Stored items
────────────────────────────────────────
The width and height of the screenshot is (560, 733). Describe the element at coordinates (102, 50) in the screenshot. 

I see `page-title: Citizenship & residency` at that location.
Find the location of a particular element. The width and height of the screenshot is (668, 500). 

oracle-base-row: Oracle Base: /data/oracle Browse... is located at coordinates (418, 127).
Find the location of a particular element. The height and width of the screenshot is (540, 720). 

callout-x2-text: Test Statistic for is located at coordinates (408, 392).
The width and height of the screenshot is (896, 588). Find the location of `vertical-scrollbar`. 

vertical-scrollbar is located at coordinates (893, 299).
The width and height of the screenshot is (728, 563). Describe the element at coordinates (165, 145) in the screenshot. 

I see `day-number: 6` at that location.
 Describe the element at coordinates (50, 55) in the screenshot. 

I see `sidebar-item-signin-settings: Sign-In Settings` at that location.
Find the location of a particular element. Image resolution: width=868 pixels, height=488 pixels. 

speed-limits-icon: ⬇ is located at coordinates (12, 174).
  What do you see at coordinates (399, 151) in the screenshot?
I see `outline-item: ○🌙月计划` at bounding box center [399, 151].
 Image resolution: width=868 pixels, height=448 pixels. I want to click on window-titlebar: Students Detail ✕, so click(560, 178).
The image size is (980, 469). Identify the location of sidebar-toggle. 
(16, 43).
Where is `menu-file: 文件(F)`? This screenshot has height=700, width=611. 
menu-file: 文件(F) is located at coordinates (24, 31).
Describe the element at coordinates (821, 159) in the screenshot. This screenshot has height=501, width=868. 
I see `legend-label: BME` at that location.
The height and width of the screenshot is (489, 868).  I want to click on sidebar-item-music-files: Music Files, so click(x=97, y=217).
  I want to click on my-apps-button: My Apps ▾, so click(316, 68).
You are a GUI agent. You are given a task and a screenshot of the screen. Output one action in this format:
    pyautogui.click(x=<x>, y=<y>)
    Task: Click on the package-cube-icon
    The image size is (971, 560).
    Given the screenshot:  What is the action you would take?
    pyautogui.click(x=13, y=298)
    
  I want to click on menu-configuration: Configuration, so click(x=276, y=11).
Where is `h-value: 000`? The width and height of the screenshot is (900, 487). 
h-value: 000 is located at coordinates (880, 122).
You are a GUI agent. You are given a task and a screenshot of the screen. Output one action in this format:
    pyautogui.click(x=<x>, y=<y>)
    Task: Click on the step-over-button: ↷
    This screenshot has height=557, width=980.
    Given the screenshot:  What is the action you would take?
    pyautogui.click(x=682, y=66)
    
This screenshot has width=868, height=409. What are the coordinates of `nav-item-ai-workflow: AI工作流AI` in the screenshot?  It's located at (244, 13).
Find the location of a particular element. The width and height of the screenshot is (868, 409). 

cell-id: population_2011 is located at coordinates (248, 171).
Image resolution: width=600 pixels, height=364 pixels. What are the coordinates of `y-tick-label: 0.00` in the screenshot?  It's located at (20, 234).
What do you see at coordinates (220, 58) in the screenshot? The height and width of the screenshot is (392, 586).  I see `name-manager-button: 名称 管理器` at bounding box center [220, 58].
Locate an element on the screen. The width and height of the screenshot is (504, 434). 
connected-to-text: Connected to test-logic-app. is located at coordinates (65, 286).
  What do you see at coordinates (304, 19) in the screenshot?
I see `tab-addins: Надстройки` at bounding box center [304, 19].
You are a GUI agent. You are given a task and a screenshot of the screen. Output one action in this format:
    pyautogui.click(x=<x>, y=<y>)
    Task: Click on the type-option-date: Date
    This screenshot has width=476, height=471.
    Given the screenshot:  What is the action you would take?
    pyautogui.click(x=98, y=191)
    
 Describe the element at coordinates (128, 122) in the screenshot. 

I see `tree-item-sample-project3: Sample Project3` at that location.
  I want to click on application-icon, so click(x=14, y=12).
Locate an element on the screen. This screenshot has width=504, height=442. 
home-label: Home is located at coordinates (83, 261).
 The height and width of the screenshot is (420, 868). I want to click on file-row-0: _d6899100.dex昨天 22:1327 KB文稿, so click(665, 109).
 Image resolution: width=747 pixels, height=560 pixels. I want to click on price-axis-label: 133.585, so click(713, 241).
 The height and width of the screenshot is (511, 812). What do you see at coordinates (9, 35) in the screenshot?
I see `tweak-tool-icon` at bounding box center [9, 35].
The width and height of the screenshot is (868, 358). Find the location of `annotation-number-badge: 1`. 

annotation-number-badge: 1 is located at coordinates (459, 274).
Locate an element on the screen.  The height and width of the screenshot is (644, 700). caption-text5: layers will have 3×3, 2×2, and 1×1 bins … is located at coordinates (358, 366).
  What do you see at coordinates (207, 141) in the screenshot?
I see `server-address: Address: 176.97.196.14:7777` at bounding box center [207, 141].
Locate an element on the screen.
────────────────────────────────────────
• **Try it**
What's wanted is each line above, transcribed with nothing altered.

• **Result for this task**
The width and height of the screenshot is (560, 733). Describe the element at coordinates (102, 50) in the screenshot. 

I see `page-title: Citizenship & residency` at that location.
Find the location of a particular element. The width and height of the screenshot is (668, 500). 

oracle-base-row: Oracle Base: /data/oracle Browse... is located at coordinates (418, 127).
Find the location of a particular element. The height and width of the screenshot is (540, 720). 

callout-x2-text: Test Statistic for is located at coordinates (408, 392).
The width and height of the screenshot is (896, 588). Find the location of `vertical-scrollbar`. 

vertical-scrollbar is located at coordinates (893, 299).
The width and height of the screenshot is (728, 563). Describe the element at coordinates (165, 145) in the screenshot. 

I see `day-number: 6` at that location.
 Describe the element at coordinates (50, 55) in the screenshot. 

I see `sidebar-item-signin-settings: Sign-In Settings` at that location.
Find the location of a particular element. Image resolution: width=868 pixels, height=488 pixels. 

speed-limits-icon: ⬇ is located at coordinates (12, 174).
  What do you see at coordinates (399, 151) in the screenshot?
I see `outline-item: ○🌙月计划` at bounding box center [399, 151].
 Image resolution: width=868 pixels, height=448 pixels. I want to click on window-titlebar: Students Detail ✕, so click(560, 178).
The image size is (980, 469). Identify the location of sidebar-toggle. 
(16, 43).
Where is `menu-file: 文件(F)`? This screenshot has height=700, width=611. 
menu-file: 文件(F) is located at coordinates (24, 31).
Describe the element at coordinates (821, 159) in the screenshot. This screenshot has height=501, width=868. 
I see `legend-label: BME` at that location.
The height and width of the screenshot is (489, 868).  I want to click on sidebar-item-music-files: Music Files, so click(x=97, y=217).
  I want to click on my-apps-button: My Apps ▾, so click(316, 68).
You are a GUI agent. You are given a task and a screenshot of the screen. Output one action in this format:
    pyautogui.click(x=<x>, y=<y>)
    Task: Click on the package-cube-icon
    The image size is (971, 560).
    Given the screenshot:  What is the action you would take?
    pyautogui.click(x=13, y=298)
    
  I want to click on menu-configuration: Configuration, so click(x=276, y=11).
Where is `h-value: 000`? The width and height of the screenshot is (900, 487). 
h-value: 000 is located at coordinates (880, 122).
You are a GUI agent. You are given a task and a screenshot of the screen. Output one action in this format:
    pyautogui.click(x=<x>, y=<y>)
    Task: Click on the step-over-button: ↷
    This screenshot has height=557, width=980.
    Given the screenshot:  What is the action you would take?
    pyautogui.click(x=682, y=66)
    
This screenshot has width=868, height=409. What are the coordinates of `nav-item-ai-workflow: AI工作流AI` in the screenshot?  It's located at (244, 13).
Find the location of a particular element. The width and height of the screenshot is (868, 409). 

cell-id: population_2011 is located at coordinates (248, 171).
Image resolution: width=600 pixels, height=364 pixels. What are the coordinates of `y-tick-label: 0.00` in the screenshot?  It's located at (20, 234).
What do you see at coordinates (220, 58) in the screenshot? The height and width of the screenshot is (392, 586).  I see `name-manager-button: 名称 管理器` at bounding box center [220, 58].
Locate an element on the screen. The width and height of the screenshot is (504, 434). 
connected-to-text: Connected to test-logic-app. is located at coordinates (65, 286).
  What do you see at coordinates (304, 19) in the screenshot?
I see `tab-addins: Надстройки` at bounding box center [304, 19].
You are a GUI agent. You are given a task and a screenshot of the screen. Output one action in this format:
    pyautogui.click(x=<x>, y=<y>)
    Task: Click on the type-option-date: Date
    This screenshot has width=476, height=471.
    Given the screenshot:  What is the action you would take?
    pyautogui.click(x=98, y=191)
    
 Describe the element at coordinates (128, 122) in the screenshot. 

I see `tree-item-sample-project3: Sample Project3` at that location.
  I want to click on application-icon, so click(x=14, y=12).
Locate an element on the screen. This screenshot has width=504, height=442. 
home-label: Home is located at coordinates (83, 261).
 The height and width of the screenshot is (420, 868). I want to click on file-row-0: _d6899100.dex昨天 22:1327 KB文稿, so click(665, 109).
 Image resolution: width=747 pixels, height=560 pixels. I want to click on price-axis-label: 133.585, so click(713, 241).
 The height and width of the screenshot is (511, 812). What do you see at coordinates (9, 35) in the screenshot?
I see `tweak-tool-icon` at bounding box center [9, 35].
The width and height of the screenshot is (868, 358). Find the location of `annotation-number-badge: 1`. 

annotation-number-badge: 1 is located at coordinates (459, 274).
Locate an element on the screen.  The height and width of the screenshot is (644, 700). caption-text5: layers will have 3×3, 2×2, and 1×1 bins … is located at coordinates (358, 366).
  What do you see at coordinates (207, 141) in the screenshot?
I see `server-address: Address: 176.97.196.14:7777` at bounding box center [207, 141].
Locate an element on the screen.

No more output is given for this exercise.